Famous Figures
Historical and fictional figures mapped to the sixteen values.
Thomas Jefferson
His founding of the University of Virginia in old age, and his deliberate design of architectural and curricular structures intended to shape American education for generations, reflect a Legacy orientation in which institution-building for posterity is the final and most important task.
Explore Legacy →Nelson Mandela (institution-building)
His prioritisation of constitutional and institutional foundations for post-apartheid South Africa over the pursuit of retributive justice reflects a Legacy orientation in which the durability of what is built matters more than the satisfaction of what is reclaimed.
Explore Legacy →Alfred Nobel
His endowment of prizes across five fields, structured to outlast him indefinitely, reflects a Legacy orientation in which the most important act of his life was the design of a system for recognising others rather than the accumulation of his own achievements.
Explore Legacy →Benjamin Franklin (legacy)
His founding of institutions, including the first public library, fire department, and hospital in America, each designed as self-sustaining structures, reflects a Legacy orientation applied to civic life with systematic deliberateness.
Explore Legacy →Andrew Carnegie (philanthropy)
His systematic endowment of public libraries across the English-speaking world, explicitly designed to provide knowledge access to those without money, reflects a Legacy orientation applied to the redistribution of accumulated wealth into enduring structure.
Explore Legacy →John Adams
His defence of the constitutional structures of the new republic against Jeffersonian populism reflects a Legacy orientation in which the preservation of institutional frameworks for future generations takes precedence over popular approval in the present.
Explore Legacy →Moses
His leadership of the Exodus, which he does not complete himself, and his transmission of law intended to govern the people after his death, reflect a Legacy orientation in which the task is explicitly conceived as preparation for a future one will not inhabit.
Explore Legacy →Caesar Augustus
His systematic conversion of Roman Republic institutions into imperial structures designed to outlast his reign, including the administrative, legal, and architectural frameworks of the early Empire, reflect a Legacy orientation applied to political construction at scale.

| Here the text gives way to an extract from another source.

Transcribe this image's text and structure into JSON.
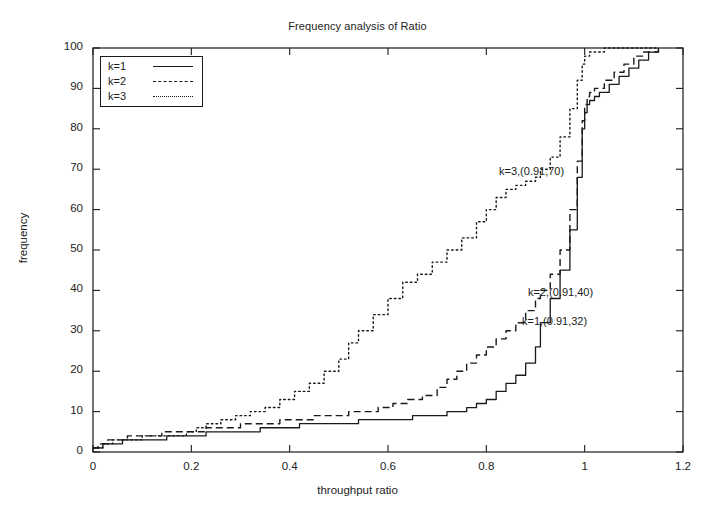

Explore Legacy →Charlemagne
His establishment of educational institutions, standardisation of weights and measures, and construction of administrative systems across his empire reflect a Legacy orientation in which the structures built should function after the builder is gone.
Explore Legacy →Bill Gates (philanthropy)

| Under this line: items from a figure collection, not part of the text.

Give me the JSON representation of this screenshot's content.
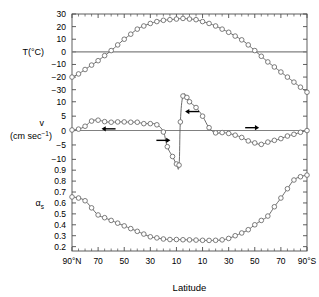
{
  "figure": {
    "background_color": "#ffffff",
    "frame_color": "#4d4d4d",
    "curve_color": "#5a5a5a",
    "marker_color": "#666666",
    "zero_line_color": "#808080",
    "arrow_color": "#000000"
  },
  "axes": {
    "x": {
      "title": "Latitude",
      "tick_labels": [
        "90°N",
        "70",
        "50",
        "30",
        "10",
        "10",
        "30",
        "50",
        "70",
        "90°S"
      ],
      "tick_values": [
        90,
        70,
        50,
        30,
        10,
        -10,
        -30,
        -50,
        -70,
        -90
      ],
      "range": [
        90,
        -90
      ],
      "minor_tick_step": 5
    },
    "temperature": {
      "label": "T(°C)",
      "unit": "°C",
      "tick_labels": [
        "30",
        "20",
        "10",
        "0",
        "−10",
        "−20",
        "−30"
      ],
      "tick_values": [
        30,
        20,
        10,
        0,
        -10,
        -20,
        -30
      ],
      "range": [
        -35,
        30
      ]
    },
    "velocity": {
      "label_line1": "v",
      "label_line2_prefix": "(cm sec",
      "label_line2_sup": "−1",
      "label_line2_suffix": ")",
      "tick_labels": [
        "10",
        "5",
        "0",
        "−5",
        "−10"
      ],
      "tick_values": [
        10,
        5,
        0,
        -5,
        -10
      ],
      "range": [
        -13,
        12
      ]
    },
    "albedo": {
      "label_base": "α",
      "label_sub": "s",
      "tick_labels": [
        "0.9",
        "0.8",
        "0.7",
        "0.6",
        "0.5",
        "0.4",
        "0.3",
        "0.2"
      ],
      "tick_values": [
        0.9,
        0.8,
        0.7,
        0.6,
        0.5,
        0.4,
        0.3,
        0.2
      ],
      "range": [
        0.16,
        0.92
      ]
    }
  },
  "chart_data": {
    "type": "line",
    "title": "",
    "subtitle": "",
    "xlabel": "Latitude",
    "ylabel": "",
    "grid": false,
    "legend": "none",
    "x": [
      90,
      85,
      80,
      75,
      70,
      65,
      60,
      55,
      50,
      45,
      40,
      35,
      30,
      25,
      20,
      15,
      10,
      5,
      0,
      -5,
      -10,
      -15,
      -20,
      -25,
      -30,
      -35,
      -40,
      -45,
      -50,
      -55,
      -60,
      -65,
      -70,
      -75,
      -80,
      -85,
      -90
    ],
    "panels": [
      {
        "name": "temperature",
        "ylabel": "T(°C)",
        "ylim": [
          -35,
          30
        ],
        "zero_line": 0,
        "marker": "circle",
        "points": [
          {
            "x": 90,
            "y": -20.0
          },
          {
            "x": 85,
            "y": -17.5
          },
          {
            "x": 80,
            "y": -14.0
          },
          {
            "x": 75,
            "y": -10.5
          },
          {
            "x": 70,
            "y": -7.0
          },
          {
            "x": 65,
            "y": -3.0
          },
          {
            "x": 60,
            "y": 1.0
          },
          {
            "x": 55,
            "y": 5.5
          },
          {
            "x": 50,
            "y": 10.0
          },
          {
            "x": 45,
            "y": 14.0
          },
          {
            "x": 40,
            "y": 18.0
          },
          {
            "x": 35,
            "y": 20.5
          },
          {
            "x": 30,
            "y": 22.5
          },
          {
            "x": 25,
            "y": 24.0
          },
          {
            "x": 20,
            "y": 25.0
          },
          {
            "x": 15,
            "y": 25.5
          },
          {
            "x": 10,
            "y": 26.0
          },
          {
            "x": 5,
            "y": 26.5
          },
          {
            "x": 0,
            "y": 26.0
          },
          {
            "x": -5,
            "y": 25.5
          },
          {
            "x": -10,
            "y": 24.0
          },
          {
            "x": -15,
            "y": 22.5
          },
          {
            "x": -20,
            "y": 20.5
          },
          {
            "x": -25,
            "y": 18.0
          },
          {
            "x": -30,
            "y": 15.5
          },
          {
            "x": -35,
            "y": 12.5
          },
          {
            "x": -40,
            "y": 9.5
          },
          {
            "x": -45,
            "y": 5.5
          },
          {
            "x": -50,
            "y": 1.0
          },
          {
            "x": -55,
            "y": -3.5
          },
          {
            "x": -60,
            "y": -8.0
          },
          {
            "x": -65,
            "y": -12.0
          },
          {
            "x": -70,
            "y": -16.0
          },
          {
            "x": -75,
            "y": -20.0
          },
          {
            "x": -80,
            "y": -24.0
          },
          {
            "x": -85,
            "y": -28.0
          },
          {
            "x": -90,
            "y": -32.0
          }
        ]
      },
      {
        "name": "velocity",
        "ylabel": "v (cm sec-1)",
        "ylim": [
          -13,
          12
        ],
        "zero_line": 0,
        "marker": "circle",
        "points": [
          {
            "x": 90,
            "y": 0.2
          },
          {
            "x": 85,
            "y": 0.5
          },
          {
            "x": 80,
            "y": 1.5
          },
          {
            "x": 75,
            "y": 3.3
          },
          {
            "x": 70,
            "y": 3.6
          },
          {
            "x": 65,
            "y": 3.1
          },
          {
            "x": 60,
            "y": 2.9
          },
          {
            "x": 55,
            "y": 3.0
          },
          {
            "x": 50,
            "y": 3.0
          },
          {
            "x": 45,
            "y": 2.9
          },
          {
            "x": 40,
            "y": 2.9
          },
          {
            "x": 35,
            "y": 2.4
          },
          {
            "x": 30,
            "y": 2.4
          },
          {
            "x": 25,
            "y": 2.0
          },
          {
            "x": 20,
            "y": -0.5
          },
          {
            "x": 17,
            "y": -5.6
          },
          {
            "x": 13,
            "y": -9.0
          },
          {
            "x": 10,
            "y": -11.6
          },
          {
            "x": 8,
            "y": -12.0
          },
          {
            "x": 7,
            "y": 3.0
          },
          {
            "x": 5,
            "y": 12.0
          },
          {
            "x": 2,
            "y": 11.5
          },
          {
            "x": 0,
            "y": 10.0
          },
          {
            "x": -5,
            "y": 8.0
          },
          {
            "x": -10,
            "y": 5.0
          },
          {
            "x": -15,
            "y": 1.0
          },
          {
            "x": -20,
            "y": -0.8
          },
          {
            "x": -25,
            "y": -0.7
          },
          {
            "x": -30,
            "y": -1.0
          },
          {
            "x": -35,
            "y": -1.6
          },
          {
            "x": -40,
            "y": -2.4
          },
          {
            "x": -45,
            "y": -3.6
          },
          {
            "x": -50,
            "y": -4.3
          },
          {
            "x": -55,
            "y": -4.8
          },
          {
            "x": -60,
            "y": -4.0
          },
          {
            "x": -65,
            "y": -3.4
          },
          {
            "x": -70,
            "y": -2.8
          },
          {
            "x": -75,
            "y": -1.9
          },
          {
            "x": -80,
            "y": -1.3
          },
          {
            "x": -85,
            "y": -0.6
          },
          {
            "x": -90,
            "y": 0.0
          }
        ],
        "annotations": [
          {
            "name": "arrow-northern-westerly",
            "x": 62,
            "y": 0.6,
            "direction": "left",
            "length": 14
          },
          {
            "name": "arrow-north-tropics",
            "x": 20,
            "y": -3.4,
            "direction": "right",
            "length": 14
          },
          {
            "name": "arrow-equatorial",
            "x": -2,
            "y": 6.6,
            "direction": "left",
            "length": 14
          },
          {
            "name": "arrow-southern",
            "x": -48,
            "y": 1.0,
            "direction": "right",
            "length": 14
          }
        ]
      },
      {
        "name": "albedo",
        "ylabel": "alpha_s",
        "ylim": [
          0.16,
          0.92
        ],
        "marker": "circle",
        "points": [
          {
            "x": 90,
            "y": 0.655
          },
          {
            "x": 85,
            "y": 0.645
          },
          {
            "x": 80,
            "y": 0.62
          },
          {
            "x": 75,
            "y": 0.555
          },
          {
            "x": 70,
            "y": 0.49
          },
          {
            "x": 65,
            "y": 0.465
          },
          {
            "x": 60,
            "y": 0.44
          },
          {
            "x": 55,
            "y": 0.415
          },
          {
            "x": 50,
            "y": 0.39
          },
          {
            "x": 45,
            "y": 0.365
          },
          {
            "x": 40,
            "y": 0.34
          },
          {
            "x": 35,
            "y": 0.315
          },
          {
            "x": 30,
            "y": 0.29
          },
          {
            "x": 25,
            "y": 0.28
          },
          {
            "x": 20,
            "y": 0.27
          },
          {
            "x": 15,
            "y": 0.265
          },
          {
            "x": 10,
            "y": 0.265
          },
          {
            "x": 5,
            "y": 0.263
          },
          {
            "x": 0,
            "y": 0.262
          },
          {
            "x": -5,
            "y": 0.26
          },
          {
            "x": -10,
            "y": 0.258
          },
          {
            "x": -15,
            "y": 0.257
          },
          {
            "x": -20,
            "y": 0.258
          },
          {
            "x": -25,
            "y": 0.262
          },
          {
            "x": -30,
            "y": 0.275
          },
          {
            "x": -35,
            "y": 0.3
          },
          {
            "x": -40,
            "y": 0.325
          },
          {
            "x": -45,
            "y": 0.355
          },
          {
            "x": -50,
            "y": 0.4
          },
          {
            "x": -55,
            "y": 0.44
          },
          {
            "x": -60,
            "y": 0.48
          },
          {
            "x": -65,
            "y": 0.565
          },
          {
            "x": -70,
            "y": 0.645
          },
          {
            "x": -75,
            "y": 0.73
          },
          {
            "x": -80,
            "y": 0.81
          },
          {
            "x": -85,
            "y": 0.84
          },
          {
            "x": -90,
            "y": 0.855
          }
        ]
      }
    ]
  }
}
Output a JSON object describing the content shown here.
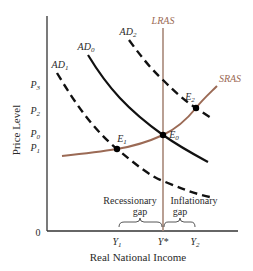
{
  "diagram": {
    "type": "AD-AS model",
    "axes": {
      "y_label": "Price Level",
      "x_label": "Real National Income",
      "origin_label": "0"
    },
    "y_ticks": [
      {
        "label": "P",
        "sub": "3",
        "y": 84
      },
      {
        "label": "P",
        "sub": "2",
        "y": 110
      },
      {
        "label": "P",
        "sub": "0",
        "y": 134
      },
      {
        "label": "P",
        "sub": "1",
        "y": 148
      }
    ],
    "x_ticks": [
      {
        "label": "Y",
        "sub": "1",
        "x": 117
      },
      {
        "label": "Y*",
        "sub": "",
        "x": 163
      },
      {
        "label": "Y",
        "sub": "2",
        "x": 193
      }
    ],
    "curves": {
      "lras": {
        "label": "LRAS",
        "style": "solid",
        "color": "#a88878"
      },
      "sras": {
        "label": "SRAS",
        "style": "solid",
        "color": "#9b6a55"
      },
      "ad0": {
        "label": "AD",
        "sub": "0",
        "style": "solid",
        "color": "#111111"
      },
      "ad1": {
        "label": "AD",
        "sub": "1",
        "style": "dashed",
        "color": "#111111"
      },
      "ad2": {
        "label": "AD",
        "sub": "2",
        "style": "dashed",
        "color": "#111111"
      }
    },
    "equilibria": [
      {
        "label": "E",
        "sub": "0",
        "x": 163,
        "y": 135
      },
      {
        "label": "E",
        "sub": "1",
        "x": 117,
        "y": 149
      },
      {
        "label": "E",
        "sub": "2",
        "x": 196,
        "y": 108
      }
    ],
    "gaps": {
      "recessionary": {
        "line1": "Recessionary",
        "line2": "gap"
      },
      "inflationary": {
        "line1": "Inflationary",
        "line2": "gap"
      }
    }
  }
}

His systematic redirection of his wealth toward global health and poverty reduction through the Gates Foundation, structured as an institution that will outlast him, reflects a Legacy orientation applied to the second half of a career.
Explore Legacy →Martin Luther King Jr. (movement building)
His investment in training and organisation through the Southern Christian Leadership Conference, designed to sustain the movement beyond any individual's participation, reflects a Legacy orientation applied to social change strategy.
Explore Legacy →Solon of Athens
His constitutional reforms, designed to prevent both oligarchic concentration and democratic excess, and his departure from Athens afterward to prevent his continued presence from distorting them, reflect a Legacy orientation of exceptional purity.
Explore Legacy →Harriet Tubman (structural)
Her development of the Underground Railroad as a replicable operational system, rather than simply making her own escapes, reflects a Legacy orientation in which the structure built to free others matters more than the individual heroism of any single journey.
Explore Legacy →Maya Lin
Her design of the Vietnam Veterans Memorial, conceived as a structure that would allow grief and memory to persist and be visited across generations, reflects a Legacy orientation applied to architectural and civic art.
Explore Legacy →John Muir
His founding of the Sierra Club and his lobbying for national park legislation reflect a Legacy orientation in which the preservation of natural landscape is conceived as a gift to future generations who cannot yet advocate for themselves.
Explore Legacy →Pericles
His construction of the Acropolis, explicitly framed in his Funeral Oration as a monument intended to declare Athenian values to future generations, reflects a Legacy orientation applied to monumental public architecture.